Their fountain pens are not done jabbing, however. Under the protecting wing of Alfred A. Knopf who has befriended and encouraged many to whom smug society turned a deaf ear and an unseeing eye, they have started a new magazine, The American Mercury. While in the Smart Set, perhaps to keep a fire in the editorial office, they were forced at times to pander to the tastes of readers who demanded undisturbing fiction, in their newest venture with a publisher like Knopf behind them they need serve neither fiction nor soothing copy of any kind, but may scratch and sting to their heart's content.
That they intend to give ample play to their vitriolic pen is evidenced by the writers they have selected to aid them. Carl Van Doren, Theodore Dreiser, James Gibbons Hunneker, "a man who because of his official position cannot sign his name," and a member of the staff of the extinct New York Call (Socialist)--all of them with some bone to pick with "nice people"--have contributed to the first number.
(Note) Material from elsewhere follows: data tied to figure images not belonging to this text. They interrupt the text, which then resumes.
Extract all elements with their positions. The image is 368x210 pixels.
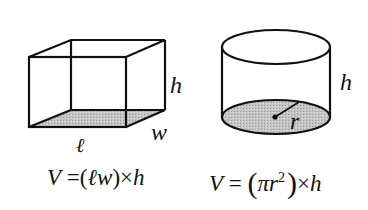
box-length-label: ℓ xyxy=(76,134,85,156)
volume-diagram: h w ℓ r h V =(ℓw)×h V = (πr2 )×h xyxy=(0,0,368,210)
formula-h: h xyxy=(310,171,322,196)
formula-equals: = xyxy=(229,171,242,196)
formula-l: ℓ xyxy=(87,165,97,190)
formula-V: V xyxy=(47,165,61,190)
formula-pi: π xyxy=(258,171,270,196)
formula-exponent: 2 xyxy=(278,170,285,185)
formula-h: h xyxy=(133,165,145,190)
rectangular-prism xyxy=(29,40,165,127)
formula-times: × xyxy=(297,171,310,196)
cylinder-radius-label: r xyxy=(290,108,300,134)
cylinder-volume-formula: V = (πr2 )×h xyxy=(209,160,321,196)
cylinder-top xyxy=(222,30,330,64)
cylinder xyxy=(222,30,330,134)
box-height-label: h xyxy=(170,72,182,98)
formula-equals: = xyxy=(67,165,80,190)
formula-times: × xyxy=(120,165,133,190)
formula-close-paren: ) xyxy=(287,166,297,199)
formula-r: r xyxy=(269,171,278,196)
box-volume-formula: V =(ℓw)×h xyxy=(47,160,145,196)
formula-open-paren: ( xyxy=(248,166,258,199)
formula-w: w xyxy=(97,165,112,190)
formula-V: V xyxy=(209,171,223,196)
center-dot xyxy=(272,114,277,119)
box-width-label: w xyxy=(151,119,167,145)
formula-close-paren: ) xyxy=(112,165,120,190)
cylinder-height-label: h xyxy=(340,69,352,95)
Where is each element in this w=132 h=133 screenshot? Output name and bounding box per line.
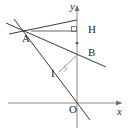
- line-through-a-upper-left: [9, 20, 77, 34]
- tick-mark-segment-hb: [76, 42, 79, 44]
- right-angle-mark-i: [64, 66, 67, 71]
- point-label-h: H: [88, 24, 96, 35]
- point-label-i: I: [51, 68, 55, 79]
- x-axis: [8, 101, 122, 106]
- segment-b-i: [59, 55, 77, 72]
- geometry-figure: A H B I O x y: [0, 0, 132, 133]
- point-label-o: O: [69, 104, 77, 115]
- y-axis-label: y: [70, 1, 75, 12]
- point-label-a: A: [22, 33, 30, 44]
- x-axis-label: x: [117, 106, 122, 117]
- geometry-canvas: [0, 0, 132, 133]
- point-label-b: B: [88, 47, 95, 58]
- y-axis-arrow: [75, 5, 80, 11]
Although the magazine will be a review, according to its editors "like every other monthly review the world have ever seen," it will be a review, as was the Repetition Generale in the Smart Set, seen through and colored by the editor's glasses. Indeed, a warning to this effect is given in the foreword: "the nobility and gentry are cautioned that they are here in the presence of no band of passionate altruists . . . The editors are committed to nothing save this--to keep to common sense as fast as they can, to belabor sham as agreeably as possible."
In this move these two crusading spirits have brought comfort to those respectable souls who encountered most shocking statements in a chance perusal of the Smart Set. Now they need fear no such attacks upon their righteousness for the gadflies are all safely caged in one magazine.